Saturday, April 22, 2017


EARTH DAY…  Every day is Earth Day for all of us who want to see our planet and the people who live on it move toward good health. When I go out with my camera to look for pictures for my BLOG, I am awed by the beauty of the earth.  When I look closely at a tree or at a whole forest of trees on a mountainside, I am looking for signs of health for the planet.  Every tree and every other living thing represents in one way or another an effect each of us has on the living Earth. I have posted pictures on the BLOG of a particularly beautiful Rainbow Eucalyptus growing behind the Museum of Photographic Arts, and every time I pass by this tree and other trees living with us in San Diego, I am saddened to see the scars on bark of many trees where thoughtless persons have carved initials. I always wonder why. 

Today in Washington, D.C., and in many other cities around the world we are celebrating life, and we are affirming the importance of the science that addresses the health of the Earth. President Trump’s administration is actively taking apart programs that were established to limit the damage we are doing to the earth.  

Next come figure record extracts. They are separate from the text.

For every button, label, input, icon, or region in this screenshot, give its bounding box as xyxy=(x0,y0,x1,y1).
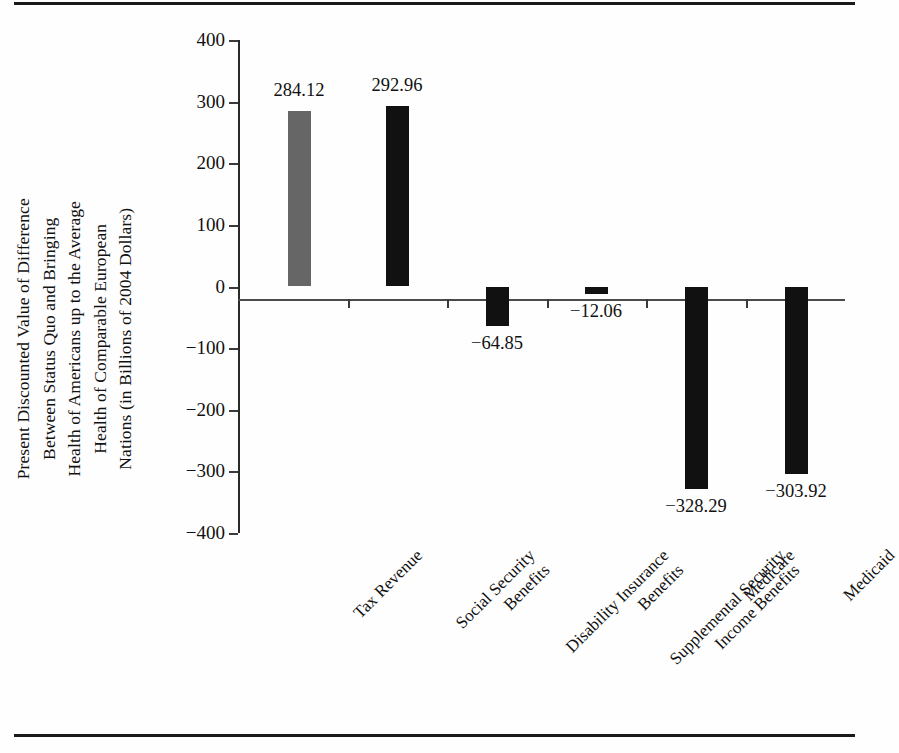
bar-value-label: −328.29 xyxy=(665,496,726,517)
x-axis-tick xyxy=(348,299,350,308)
bar-value-label: 284.12 xyxy=(274,80,325,101)
y-axis-title-line: Present Discounted Value of Difference xyxy=(11,79,37,599)
bar xyxy=(486,287,509,327)
y-axis-title-line: Health of Comparable European xyxy=(88,79,114,599)
x-axis-tick xyxy=(646,299,648,308)
y-axis-tick xyxy=(229,348,238,350)
plot-area: 4003002001000−100−200−300−400 284.12292.… xyxy=(238,40,845,533)
page-rule-top xyxy=(14,2,855,5)
y-axis-title-line: Nations (in Billions of 2004 Dollars) xyxy=(113,79,139,599)
x-axis-category-label: Social SecurityBenefits xyxy=(451,545,554,648)
page-rule-bottom xyxy=(14,734,855,737)
y-axis-tick-label: 200 xyxy=(197,152,226,174)
bar xyxy=(288,111,311,286)
x-axis-tick xyxy=(547,299,549,308)
y-axis-tick xyxy=(229,533,238,535)
bar-value-label: −12.06 xyxy=(570,301,622,322)
x-axis-category-label: Tax Revenue xyxy=(349,545,427,623)
y-axis-tick xyxy=(229,287,238,289)
x-axis-tick xyxy=(746,299,748,308)
y-axis-tick-label: −300 xyxy=(186,460,225,482)
x-axis-tick xyxy=(447,299,449,308)
bar xyxy=(685,287,708,489)
y-axis-tick xyxy=(229,471,238,473)
y-axis-tick xyxy=(229,410,238,412)
y-axis-tick xyxy=(229,40,238,42)
x-axis-category-line: Tax Revenue xyxy=(349,545,427,623)
bar xyxy=(585,287,608,294)
y-axis-tick-label: 400 xyxy=(197,29,226,51)
zero-baseline xyxy=(238,299,845,301)
y-axis-tick-label: −400 xyxy=(186,522,225,544)
bar xyxy=(386,106,409,287)
y-axis-tick-label: 0 xyxy=(216,276,226,298)
y-axis-tick xyxy=(229,102,238,104)
bar xyxy=(785,287,808,474)
y-axis-tick xyxy=(229,163,238,165)
x-axis-category-line: Medicaid xyxy=(839,545,899,605)
y-axis-title: Present Discounted Value of Difference B… xyxy=(11,79,139,599)
y-axis-title-line: Health of Americans up to the Average xyxy=(62,79,88,599)
y-axis-tick-label: 100 xyxy=(197,214,226,236)
x-axis-category-label: Medicaid xyxy=(839,545,899,605)
y-axis-spine xyxy=(238,40,240,533)
y-axis-tick-label: −100 xyxy=(186,337,225,359)
y-axis-tick-label: 300 xyxy=(197,91,226,113)
bar-value-label: 292.96 xyxy=(372,75,423,96)
y-axis-tick xyxy=(229,225,238,227)
y-axis-tick-label: −200 xyxy=(186,399,225,421)
y-axis-title-line: Between Status Quo and Bringing xyxy=(37,79,63,599)
bar-value-label: −303.92 xyxy=(765,481,826,502)
bar-value-label: −64.85 xyxy=(471,333,523,354)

The earth’s population in the year that I was born was around 2 billion.  Now the population is more than 7 billion.  The Earth population will probably reach 8 billion by 2025. President Trump has assured coal miners that they will have no limits placed on their mining activities.  He has removed the limits on installing pipe lines to transport petroleum across American land. He denies that climate change is happening because of business activities, and he is unwilling to put limitations on companies if those limitations cut back on production. 

A dictionary definition of science: Science is the intellectual and practical activity encompassing the systematic study of the structure and behavior of the physical and natural world through observation and experimenting. World population has grown from 2 billion to 7.4 billion in the eight decades of my life. I am not a scientist, but my experience of being alive and alert on the Earth for those eight decades would make me seem silly if I thought that the changes I have seen in the natural world in my lifetime have not changed my environment. I have lived in San Diego for 30 years, and I can see all around me signs of change in the time that I have lived here.


Denying climate change is silly.  Doing nothing to address the problems that are inevitable is also silly. We must look to science for answers to the problems brought on by climate change, and when scientists give us proof that change is necessary, we must not ignore what we are being told.  We must change whatever we can change in order to make sure the world we are making for ourselves and for future generations will be a healthy place.